EconPapers    
Economics at your fingertips  
 

Livestreaming Pollution: A New Form of Public Disclosure and a Catalyst for Citizen Engagement?

Emiliano Huet-Vaughn, Nicholas Muller and Yen-Chia Hsu

No 24664, NBER Working Papers from National Bureau of Economic Research, Inc

Abstract: Most environmental policy assumes the form of standards and enforcement. Scarce public budgets motivate the use of disclosure laws. This study explores a new form of pollution disclosure: real-time visual evidence of emissions provided on a free, public website. The paper tests whether the disclosure of visual evidence of emissions affects the nature and frequency of phone calls to the local air quality regulator. First, we test whether the presence of the camera affects the frequency of calls to the local air quality regulator about the facility monitored by the camera. Second, we test the relationship between the camera being active and the number of complaints about facilities other than the plant recorded by the camera. Our empirical results suggest that the camera did not affect the frequency of calls to the regulator about the monitored facility. However, the count of complaints pertaining to another prominent industrial polluter in the area, steel manufacturing plants, is positively associated with the camera being active. We propose two behavioral reasons for this finding: the prior knowledge hypothesis and affect heuristics. This study argues that visual evidence is a feasible approach to environmental oversight even during periods with diminished regulatory capacity.

JEL-codes: D62 D91 Q52 Q53 Q55 Q58 (search for similar items in EconPapers)
Date: 2018-05
New Economics Papers: this item is included in nep-env
Note: EEE PE
References: Add references at CitEc
Citations: View citations in EconPapers (4)

Downloads: (external link)
http://www.nber.org/papers/w24664.pdf (application/pdf)

Related works:
This item may be available elsewhere in EconPapers: Search for items with the same title.

Export reference: BibTeX RIS (EndNote, ProCite, RefMan) HTML/Text

Persistent link: https://EconPapers.repec.org/RePEc:nbr:nberwo:24664

Ordering information: This working paper can be ordered from
http://www.nber.org/papers/w24664

Access Statistics for this paper

More papers in NBER Working Papers from National Bureau of Economic Research, Inc National Bureau of Economic Research, 1050 Massachusetts Avenue Cambridge, MA 02138, U.S.A.. Contact information at EDIRC.
Bibliographic data for series maintained by ().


TO DO:
Every line of the records below that holds the word "image" should be copied out.

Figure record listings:
--- --- ---

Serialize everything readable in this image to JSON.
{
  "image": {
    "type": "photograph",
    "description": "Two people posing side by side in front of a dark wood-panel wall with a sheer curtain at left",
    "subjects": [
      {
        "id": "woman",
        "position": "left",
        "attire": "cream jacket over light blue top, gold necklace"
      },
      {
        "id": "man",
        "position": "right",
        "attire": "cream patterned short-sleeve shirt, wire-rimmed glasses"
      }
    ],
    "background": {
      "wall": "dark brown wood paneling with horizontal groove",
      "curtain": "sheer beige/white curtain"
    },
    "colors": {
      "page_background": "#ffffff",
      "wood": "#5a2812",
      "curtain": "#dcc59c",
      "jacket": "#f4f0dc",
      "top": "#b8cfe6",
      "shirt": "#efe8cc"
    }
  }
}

--- --- ---

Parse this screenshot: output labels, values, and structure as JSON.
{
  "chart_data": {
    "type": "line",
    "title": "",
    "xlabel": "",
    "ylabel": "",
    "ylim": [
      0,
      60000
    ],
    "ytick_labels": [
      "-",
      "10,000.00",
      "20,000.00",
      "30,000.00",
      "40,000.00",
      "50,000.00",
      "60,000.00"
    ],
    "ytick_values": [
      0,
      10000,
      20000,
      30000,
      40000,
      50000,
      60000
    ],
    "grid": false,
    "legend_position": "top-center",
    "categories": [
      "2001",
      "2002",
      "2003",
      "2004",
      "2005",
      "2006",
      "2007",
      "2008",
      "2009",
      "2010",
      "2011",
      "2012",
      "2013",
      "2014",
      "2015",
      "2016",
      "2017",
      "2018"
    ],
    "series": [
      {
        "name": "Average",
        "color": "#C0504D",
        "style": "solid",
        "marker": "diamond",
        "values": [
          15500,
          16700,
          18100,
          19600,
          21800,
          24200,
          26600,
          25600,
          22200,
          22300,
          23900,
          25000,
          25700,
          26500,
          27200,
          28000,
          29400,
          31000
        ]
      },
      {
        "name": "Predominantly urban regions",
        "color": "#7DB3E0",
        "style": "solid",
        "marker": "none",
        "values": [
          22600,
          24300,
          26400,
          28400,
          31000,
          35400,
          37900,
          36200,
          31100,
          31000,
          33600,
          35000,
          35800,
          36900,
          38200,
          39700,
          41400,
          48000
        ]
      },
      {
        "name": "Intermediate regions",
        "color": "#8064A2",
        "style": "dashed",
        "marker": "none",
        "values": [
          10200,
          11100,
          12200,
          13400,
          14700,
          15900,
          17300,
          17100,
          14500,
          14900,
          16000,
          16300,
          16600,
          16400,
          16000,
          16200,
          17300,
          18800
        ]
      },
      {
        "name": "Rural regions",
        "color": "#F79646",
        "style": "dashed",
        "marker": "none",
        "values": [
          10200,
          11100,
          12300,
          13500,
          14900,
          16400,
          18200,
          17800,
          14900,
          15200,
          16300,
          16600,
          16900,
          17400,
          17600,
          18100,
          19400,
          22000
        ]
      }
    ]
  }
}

--- --- ---

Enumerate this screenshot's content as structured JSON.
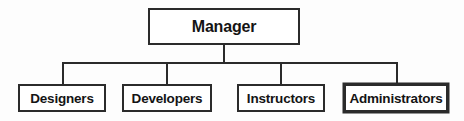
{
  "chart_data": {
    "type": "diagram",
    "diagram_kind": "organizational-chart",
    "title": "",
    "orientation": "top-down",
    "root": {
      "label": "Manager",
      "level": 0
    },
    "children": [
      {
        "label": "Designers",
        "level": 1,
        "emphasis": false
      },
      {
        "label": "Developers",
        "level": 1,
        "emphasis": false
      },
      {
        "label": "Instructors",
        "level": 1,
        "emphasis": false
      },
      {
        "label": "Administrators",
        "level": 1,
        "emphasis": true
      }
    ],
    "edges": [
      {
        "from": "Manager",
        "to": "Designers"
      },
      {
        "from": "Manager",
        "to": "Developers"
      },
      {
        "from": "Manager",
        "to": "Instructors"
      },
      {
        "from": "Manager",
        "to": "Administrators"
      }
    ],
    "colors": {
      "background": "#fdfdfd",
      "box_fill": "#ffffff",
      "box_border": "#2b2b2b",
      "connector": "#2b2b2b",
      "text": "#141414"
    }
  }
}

--- --- ---

RESULT OF THIS TASK:
Serialize everything readable in this image to JSON.
  "image": {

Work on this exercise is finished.